How can I make it so that only one info box shows up at a time? (So if two layers are on top of each other and user click on the map, the attribute information of the layer which is on top of the other will show up.)
One user online explained me how to do it but did not provide code. He offered the following explanation:
loop over the layers list
call get("visible") on each layer to get the visibility status set by the layer switcher
for each visible layer, append its name to a list of visible layer names
join the list of visible layer names into a single string containing comma-separated layer names
pass the string of comma-separated visible layer names as an additional parameter QUERY_LAYERS in the map in the last argument of testSource.getGetFeatureInfoUrl"

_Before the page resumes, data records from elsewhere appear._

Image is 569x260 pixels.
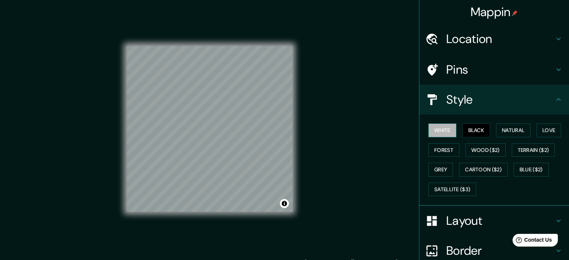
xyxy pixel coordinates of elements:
button: Blue ($2) [514,163,549,177]
button: Grey [429,163,453,177]
h4: Style [447,92,554,107]
img: pin-icon.png [512,10,518,16]
button: Terrain ($2) [512,143,556,157]
h4: Mappin [471,4,518,19]
button: Toggle attribution [280,199,289,208]
button: Black [463,124,491,137]
div: Location [420,24,569,54]
h4: Location [447,31,554,46]
canvas: Map [127,46,293,212]
button: White [429,124,457,137]
button: Satellite ($3) [429,183,477,197]
div: Layout [420,206,569,236]
div: Pins [420,55,569,85]
button: Love [537,124,562,137]
h4: Border [447,243,554,258]
button: Natural [496,124,531,137]
button: Wood ($2) [466,143,506,157]
h4: Pins [447,62,554,77]
h4: Layout [447,213,554,228]
div: Style [420,85,569,115]
button: Cartoon ($2) [459,163,508,177]
iframe: Help widget launcher [503,231,561,252]
button: Forest [429,143,460,157]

How can I create this code?
HTML:
<!DOCTYPE html>
<html>
<head>
<title>Map</title>
<link rel="stylesheet" href="http://openlayers.org/en/v3.12.1/css/ol.css">
<link rel="stylesheet" href="ol3-layerswitcher.css">
<script src="http://openlayers.org/en/v3.12.1/build/ol.js"></script>
<script src="ol3-layerswitcher.js"></script>
</head>
<body>
<div id="map" style="width:100%;"></div>
<script src="javascript4.js"></script>
<div id="info2"></div>
<div id="info3"></div>
</body>
</html>
JavaScript:
var testSource2 = new ol.source.TileWMS({
url: 'http://localhost:8080/geoserver/wms',
params: {'LAYERS': 'Marine:Great_Britain', 'TILED': true},
serverType: 'geoserver'
});
var testSource3 = new ol.source.TileWMS({
url: 'http://localhost:8080/geoserver/wms',
params: {'LAYERS': 'Marine:Bedrock_Geology', 'TILED': true},
serverType: 'geoserver'
});
var layers = [
new ol.layer.Tile({
source: new ol.source.MapQuest({layer: 'osm'})
}),
new ol.layer.Group({
title: 'Layers',
layers: [
//Implementing layers
new ol.layer.Tile({
title: 'Great Britain',
source: testSource2
}),
new ol.layer.Tile({
title: 'Geology - Bedrock',
source: testSource3
}),
]
})
];
var map = new ol.Map({
layers: layers,
target: 'map',
view: new ol.View({
center: [51480.6, 7216744.2], //UK
zoom: 5
})
});
//Function to get features from layer
map.on('singleclick', function(evt) {
document.getElementById('info2').innerHTML = '';
viewResolution = map.getView().getResolution();
var url = testSource2.getGetFeatureInfoUrl(
evt.coordinate, viewResolution, 'EPSG:3857',
{'INFO_FORMAT': 'text/html'});
if (url) {
document.getElementById('info2').innerHTML =
'<iframe seamless src="' + url + '"></iframe>';
}
});
//Function to get features from layer
map.on('singleclick', function(evt) {
document.getElementById('info3').innerHTML = '';
viewResolution = map.getView().getResolution();
var url = testSource3.getGetFeatureInfoUrl(
evt.coordinate, viewResolution, 'EPSG:3857',
{'INFO_FORMAT': 'text/html'});
if (url) {
document.getElementById('info3').innerHTML =
'<iframe seamless src="' + url + '"></iframe>';
}
});
//Layer switcher to turn layers on and off
var layerSwitcher = new ol.control.LayerSwitcher({
tipLabel: 'Legend'
});
map.addControl(layerSwitcher);
I believe the issue lies that you do not check in your map.on('singleclick') for what layer is being clicked on. Create a single map.on('singleclick') handler, since your code in both listeners are exactly the same.
map.forEachFeatureAtPixel(e.pixel, function (feature, layer) {
var source = layer.getSource();
...
});
Now you will get the source for the layer that you have clicked on and be able to use that with your mentioned code.